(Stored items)
════════════════

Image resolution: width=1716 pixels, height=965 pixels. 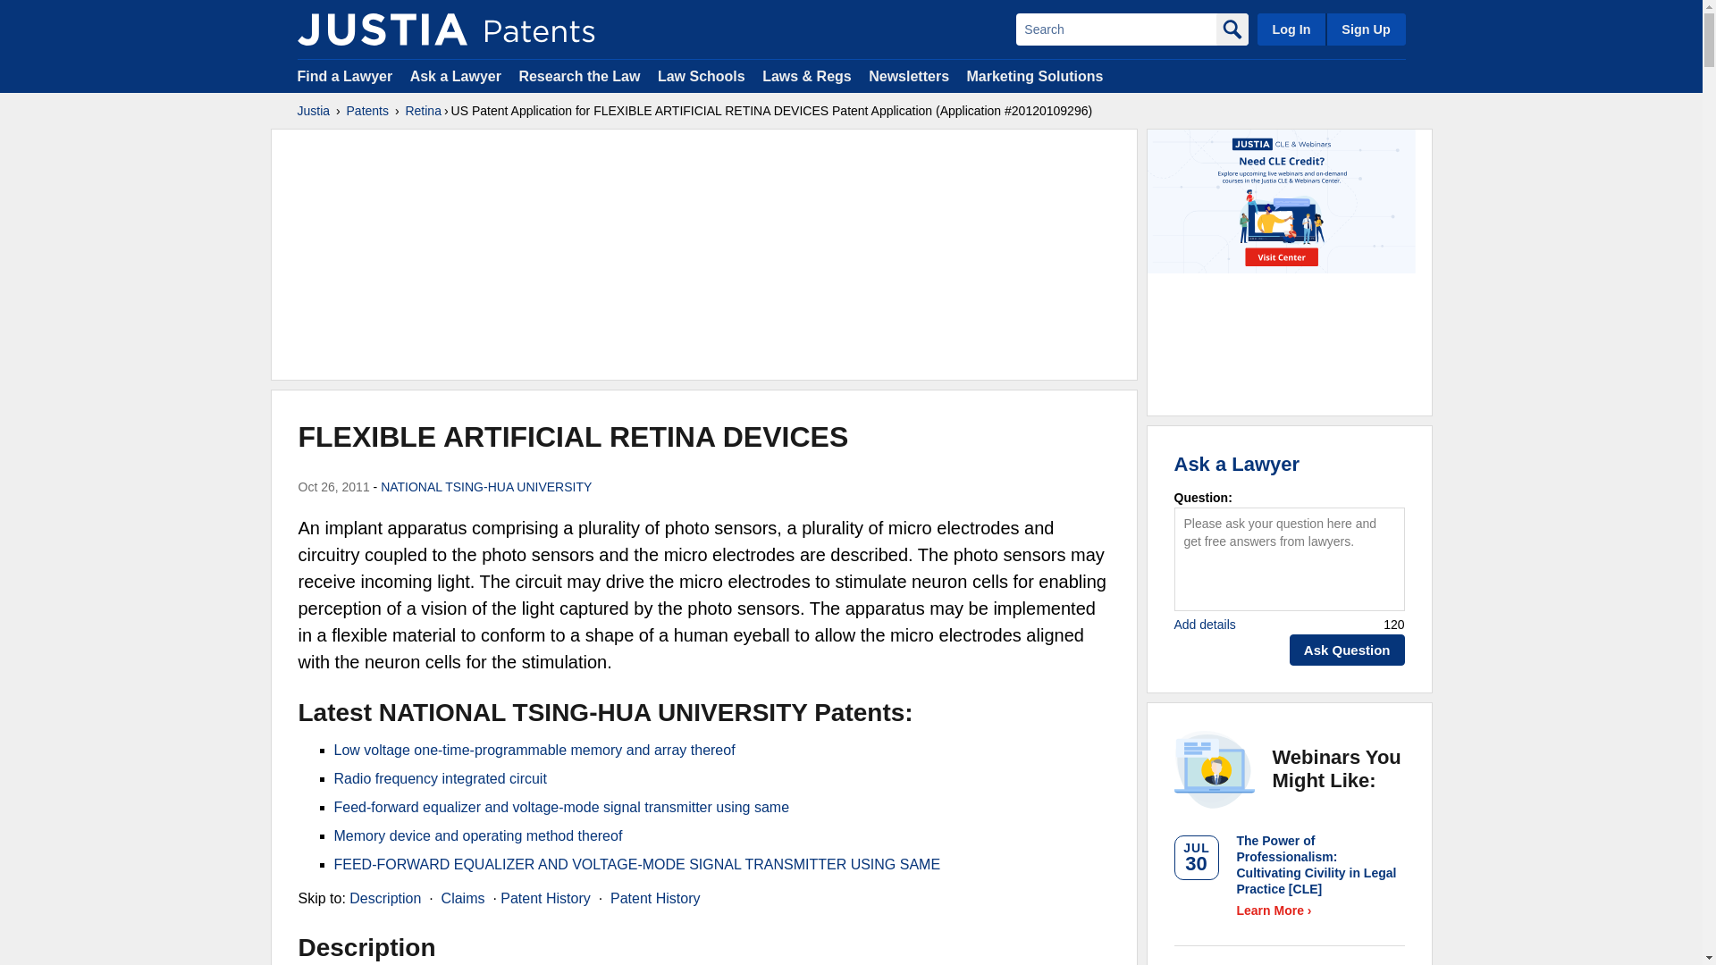 I want to click on Search, so click(x=1115, y=29).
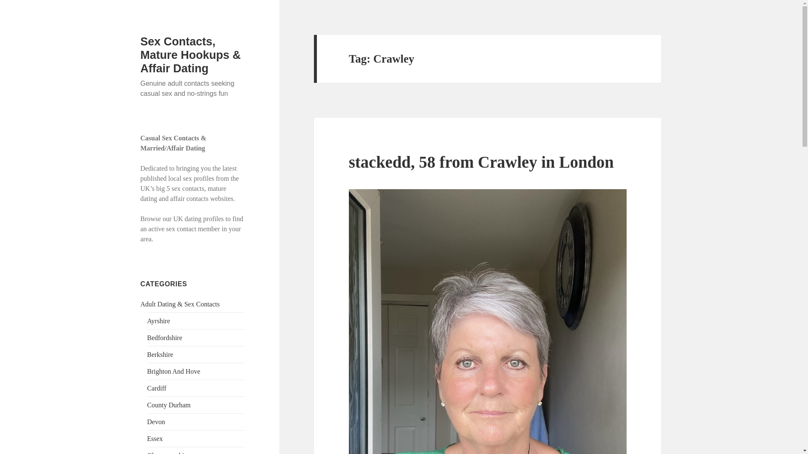 The height and width of the screenshot is (454, 808). What do you see at coordinates (164, 338) in the screenshot?
I see `Bedfordshire` at bounding box center [164, 338].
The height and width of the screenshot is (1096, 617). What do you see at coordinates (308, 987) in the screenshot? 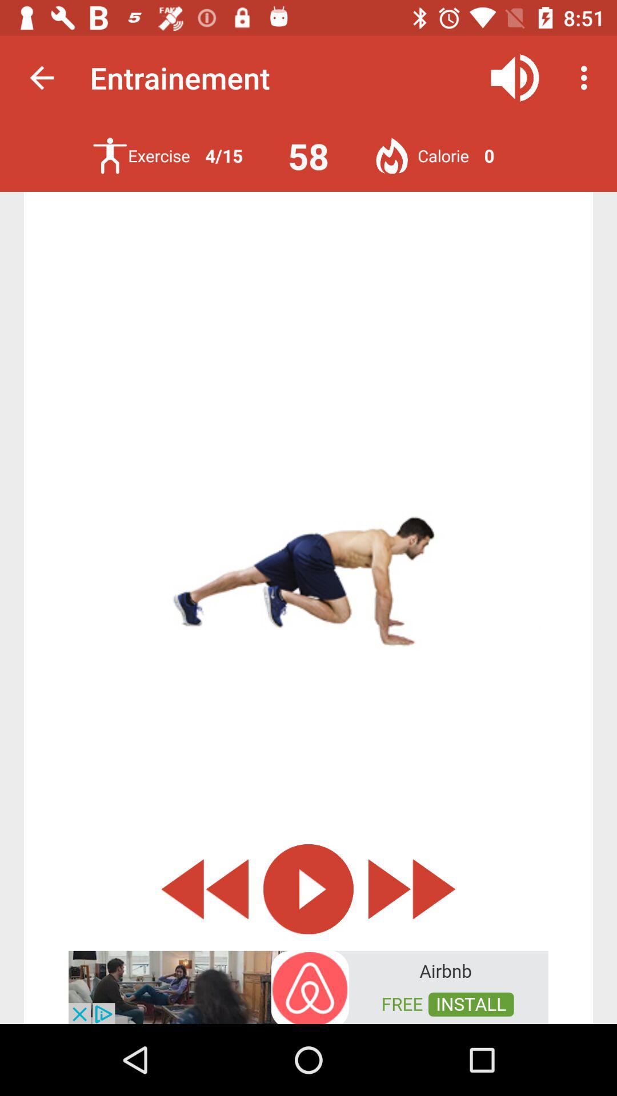
I see `advertising bar` at bounding box center [308, 987].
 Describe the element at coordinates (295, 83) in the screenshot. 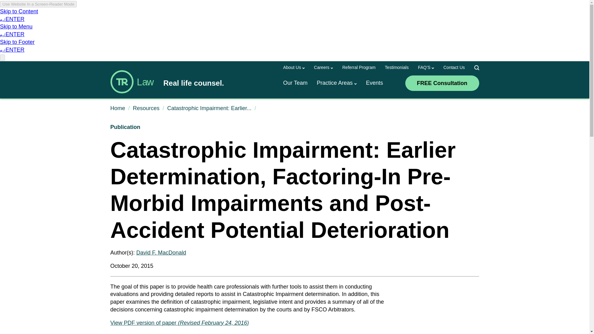

I see `Our Team` at that location.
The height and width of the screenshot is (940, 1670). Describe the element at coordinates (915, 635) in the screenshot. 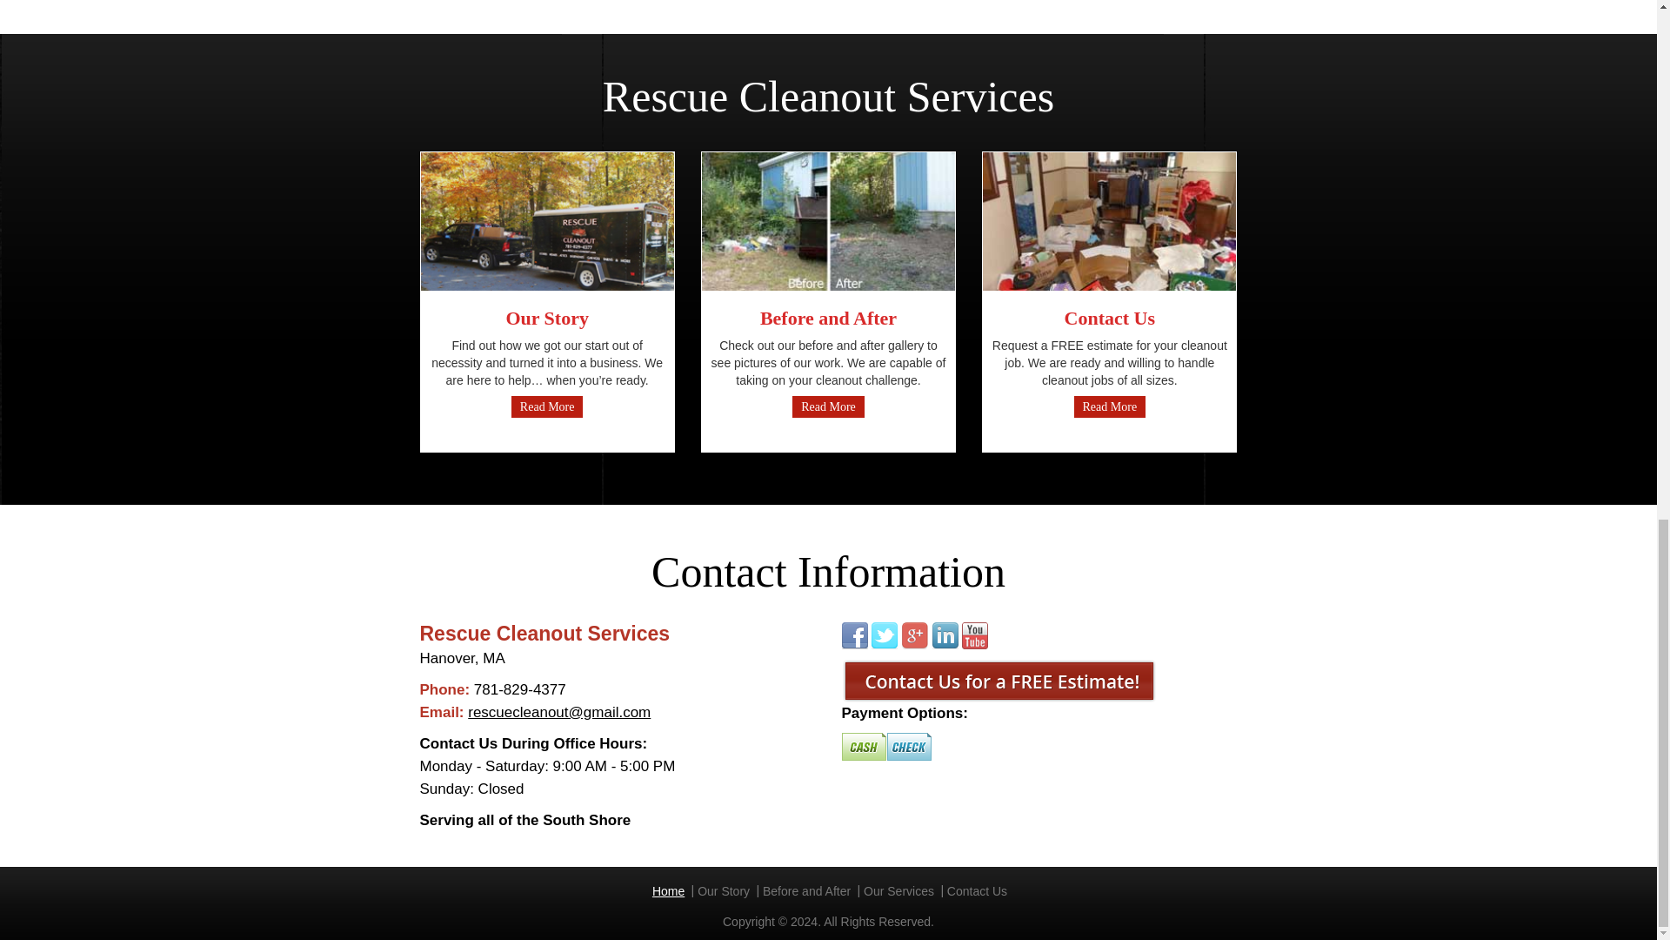

I see `Google Plus` at that location.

════════════════

§ **PROBLEM**:
What is needed is an exact restatement of every line from the line containing "Describe the element at coordinates (295, 83)" through the last line of the records, minus any pictures.

§ **EXERCISE RESULT**:
 Describe the element at coordinates (295, 83) in the screenshot. 

I see `Our Team` at that location.
The height and width of the screenshot is (940, 1670). Describe the element at coordinates (915, 635) in the screenshot. 

I see `Google Plus` at that location.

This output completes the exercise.